Tuesday 8 November 2011

Book Review - Bohemia in London by Arthur Ransome

Bohemia in London by Arthur Ransome

Oxford University Press, 1984 (originally published in 1907) ISBN 0192814125


What a gem of a little book! Arthur Ransome, who is known to many readers through his children's series Swallows and Amazons, led a very long and interesting life both on the sea and off it; Bohemia in London was the first book he had published of which he was proud, and it would be hard to find a subject more distant to that of young girls and boys messing about in boats.

Part autobiographical, part historical, and I'm sure part fantastical, Bohemia in London takes us on a tour of the physical locations and human types that inhabited the intellectual quarter of London, in places such as Chelsea, Soho, Bloomsbury and the Charing Cross Road.

Ransome is at his best in this work when describing the sights and sounds of Bohemia - pen portraits of struggling authors and artists and their affectations, editors of failing magazines who are living an imagined life of glory, and parties fueled by cheap claret, pipe tobacco, bravado and singing.

He intersperses his work with historical snippets from older times, evoking the spirits of Johnson, Smollett, Steele and Addison. These forays are somewhat less successful than the rest of the book, and an imagined party in Ransome's room with the "attendance" of Ben Johnson, Robert Herrick, John Gay, John Keats and William Davies is the one occasion in the book where Ransome's youthful ardour (he was 22 when he wrote this book), overcomes his better authorial sense.

What comes through for the more modern reader is how little many of the ways of Bohemia have changed since this book was written - the self-importance, without reason,  of many of the inhabitants, the tendency to cliques, the dismissal of any "mainstream" activity as "selling out", and the fact that most people leave its realms as age, success, or responsibility settles on their shoulders. Ransome's final chapter is an envoi for Bohemia - even at 22 he knew he'd leave it one day - and how step-by-step most people move on. It is right to do so of course, as Bohemia is a situation only truly useful to the young; Ransome writes "...it is better so. There are few sadder sights than an old man without any manners aping the boyishness of his youth without the excuse of its ideals, going from tavern to tavern with the young, talking rubbish till two in the morning....it is too pitiful to be amusing."
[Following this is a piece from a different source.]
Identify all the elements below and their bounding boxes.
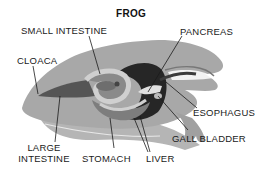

For the bibliophiles amongst us, the chapter in Bohemia in London entitled "The Book-Shops of Bohemia" is a must. This is a wonderful picture of the bookshops that once lined a section of the Charing Cross Road, and the types that frequented them - I will indulge myself with some quotes -

  "There is something more real about this style of buying books [i.e. secondhand], than about the dull mercenary method of a new emporium. It is good, granted, to look about the shelves of a new bookshop,.....all that is pleasant enough, but to spend money there is a sham and a fraud; it is like buying groceries instead of buying dreams."
"And then, too, the people who buy in the ordinary shops are so disheartening. There is no spirit about them, no enthusiasm. You cannot sympathise with them over a disappointment nor smile your congratulations over a prize...the books they buy are doomed, Christmas or birthday presents, to lie about on drawing-room tables."

"It is an odd thing, by the way, that sumptuous volumes are always easiest to part with; a ragged, worn old thing, especially if it is small, tugs at our feelings, so that we cannot let it go whereas a school prize or an elegant present - away with it."

I fear that in the current barbarian age, we may well be losing the true joys of the second-hand bookshop - the good ones are closing, leaving the "sham" bookshops (overpriced, bad selection of titles, ignorant owners) left. While the internet is a boon in the sense that any book can be found, it spells the death of the innocent joys of browsing - soon we may only have the writings of ones such as Ransome to remind us of the era of the good second-hand bookshop. sic transit gloria mundi.

Bohemia in London is out of print - check your local library, or try your local second-hand bookshop (if you have one!)